Hopes rise for climate deal



The UN has expressed optimism over international talks on climate change that have opened in Denmark, billing it as a "turning point" in a bid to slow down global warming.
Yvo de Boer, the head of the UN framework convention on climate change, said he was confident the summit in Copenhagen, the Danish capital, would be a success.
"Copenhagen is already a turning point in the international response to climate change," he said.
The high-stakes talks are aimed at agreeing a deal for measures to help curb greenhouse gas emissions and the transfer of hundreds of billions of dollars from rich to poor countries to help developing nations adapt to climate change over the coming years.
Alan Fisher, Al Jazeera's correspondent in Copenhagen, said: "To get a 192 countries all pointing in the same direction, all with the same goal, it is, to use one phrase, 'like herding cats,' it's very difficult.
"But if you look around you can see why we need to do this, in Africa there is drought, there are people starving, and in one area, the Arctic Circle, we've seen temperatures rise there faster than anywhere else.
"In fact, they're talking about a rise in sea levels of somewhere between 5-7cm over the next 20 to 30 years."


Deep distrust

A major challenge facing the two-week conference, which ends with a meeting of 105 world leaders on December 18, is to overcome deep distrust between rich and poor nations about sharing out the burden of costly curbs on emissions.
But the planned attendance of heads of state and pledges to curb emissions by all the top emitters – led by China, the US, Russia and India – have raised hopes for an accord after sluggish negotiations in the past two years.
Lars Lokke Rasmussen, the Danish prime minister, and Rajendra Pachauri, head of the UN's climate expert panel, are among the speakers at Monday's opening session.

Manmohan Singh, the Indian prime minister whose country is the world's fourth-largest greenhouse gas emitter, announced on Saturday that he would attend the closing summit, joining 104 other leaders, including Barack Obama, the US president.
World leaders did not attend the last time the world's environment ministers agreed on the existing UN climate pact, known as the Kyoto Protocol, in 1997.
Copenhagen is the biggest climate change meeting in history, with 15,000 participants from more than 190 nations.

New money needed

De Boer said developing nations need to take new action to slow the rise of their emissions.
He also wants rich nations to accept deep cuts to their emissions by 2020 and come up with at least $10bn a year in aid to the poor countries to kick off a deal, saying it has to be "new money, real and significant".
On Sunday he tried to allay criticism among climate change sceptics after emails from climate scientists that appeared to cast doubt on their research were recently leaked to the public.
De Boer acknowledged the emails did serious damage, but said the review process by some 2,500 scientists of climate change research was thorough and credible.
China, India, Brazil and South Africa earlier rejected a Danish suggestion to set a goal of halving world emissions by 2050, saying rich nations which have burnt fossil fuels since the industrial revolution must first cut their own emissions.
But South Africa added new impetus on Sunday, saying it was willing to cut its carbon emissions to 34 per cent below expected levels by 2020, provided that rich countries furnish financial and technological help.

Protests


The climate talks have sparked protests in many European cities, adding to the pressure world leaders are under to reduce rising emissions that the UN says will cause desertification, mudslides, more powerful cyclones, rising sea levels and the extinction of species.
The existing Kyoto pact obliges industrialised nations to cut emissions until 2012, and the idea behind the Copenhagen talks is to get action from all major emitters, including China and India, which were exempt from the Kyoto agreement.
The meeting will test how far developing nations will stick to entrenched positions, for example that rich nations must cut their greenhouse gases by at least 40 per cent by 2020 – far deeper than targets on offer.
On Monday some 56 newspapers from 45 countries published a joint editorial urging rich and poor nations to unite in Copenhagen.
"At the deal's heart must be a settlement between the rich world and the developing world," it said.
"Social justice demands that the industrialised world digs deep into its pockets. Many of us, particularly in the developed world, will have to change our lifestyles."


_WORK INSTRUCTION:_ Pictures aside, copy every record word for word.

────────────────────────────────────────

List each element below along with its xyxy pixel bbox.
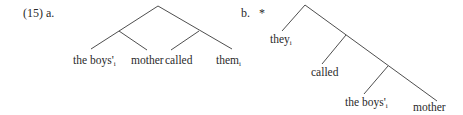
syntax-tree-figure: (15) a. b. * the boys'i mother called th… <box>0 0 463 115</box>
leaf-text: the boys' <box>345 96 386 108</box>
tree-b-edge-spine <box>305 5 437 101</box>
leaf-text: they <box>270 33 290 45</box>
tree-a-leaf-called: called <box>165 54 192 66</box>
coindex-subscript: i <box>239 60 241 68</box>
tree-a-leaf-the-boys: the boys'i <box>73 54 116 70</box>
ungrammatical-star: * <box>259 6 265 20</box>
example-number: (15) a. <box>23 7 54 19</box>
tree-a-leaf-them: themi <box>216 54 241 70</box>
tree-b-edge-root-they <box>282 5 305 31</box>
leaf-text: them <box>216 54 239 66</box>
tree-a-leaf-mother: mother <box>131 54 164 66</box>
coindex-subscript: i <box>114 60 116 68</box>
tree-a-edge-left-mother <box>119 31 147 50</box>
leaf-text: mother <box>131 54 164 66</box>
coindex-subscript: i <box>386 102 388 110</box>
example-number-text: (15) <box>23 6 43 20</box>
example-b-label: b. <box>241 6 250 20</box>
tree-b-leaf-the-boys: the boys'i <box>345 96 388 112</box>
tree-b-edge-boys <box>364 66 388 94</box>
tree-a-edge-root-right <box>158 6 232 49</box>
example-a-label: a. <box>46 6 54 20</box>
tree-a-edge-root-left <box>91 6 158 49</box>
leaf-text: called <box>165 54 192 66</box>
tree-b-edge-called <box>322 35 346 64</box>
coindex-subscript: i <box>290 39 292 47</box>
tree-b-leaf-they: theyi <box>270 33 292 49</box>
leaf-text: called <box>311 66 338 78</box>
example-b-label-group: b. * <box>241 7 265 19</box>
leaf-text: mother <box>413 101 446 113</box>
tree-b-leaf-mother: mother <box>413 101 446 113</box>
leaf-text: the boys' <box>73 54 114 66</box>
tree-b-leaf-called: called <box>311 66 338 78</box>
tree-a-edge-right-called <box>171 31 199 50</box>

────────────────────────────────────────

_WORKED SOLUTION:_
List each element below along with its xyxy pixel bbox.
syntax-tree-figure: (15) a. b. * the boys'i mother called th… <box>0 0 463 115</box>
leaf-text: the boys' <box>345 96 386 108</box>
tree-b-edge-spine <box>305 5 437 101</box>
leaf-text: they <box>270 33 290 45</box>
tree-a-leaf-called: called <box>165 54 192 66</box>
coindex-subscript: i <box>239 60 241 68</box>
tree-a-leaf-the-boys: the boys'i <box>73 54 116 70</box>
ungrammatical-star: * <box>259 6 265 20</box>
example-number: (15) a. <box>23 7 54 19</box>
tree-a-leaf-them: themi <box>216 54 241 70</box>
tree-b-edge-root-they <box>282 5 305 31</box>
leaf-text: them <box>216 54 239 66</box>
tree-a-leaf-mother: mother <box>131 54 164 66</box>
coindex-subscript: i <box>114 60 116 68</box>
tree-a-edge-left-mother <box>119 31 147 50</box>
leaf-text: mother <box>131 54 164 66</box>
coindex-subscript: i <box>386 102 388 110</box>
example-number-text: (15) <box>23 6 43 20</box>
example-b-label: b. <box>241 6 250 20</box>
tree-b-leaf-the-boys: the boys'i <box>345 96 388 112</box>
tree-b-edge-boys <box>364 66 388 94</box>
tree-a-edge-root-right <box>158 6 232 49</box>
example-a-label: a. <box>46 6 54 20</box>
tree-a-edge-root-left <box>91 6 158 49</box>
leaf-text: called <box>165 54 192 66</box>
tree-b-edge-called <box>322 35 346 64</box>
coindex-subscript: i <box>290 39 292 47</box>
tree-b-leaf-they: theyi <box>270 33 292 49</box>
leaf-text: called <box>311 66 338 78</box>
example-b-label-group: b. * <box>241 7 265 19</box>
leaf-text: mother <box>413 101 446 113</box>
tree-b-leaf-mother: mother <box>413 101 446 113</box>
leaf-text: the boys' <box>73 54 114 66</box>
tree-b-leaf-called: called <box>311 66 338 78</box>
tree-a-edge-right-called <box>171 31 199 50</box>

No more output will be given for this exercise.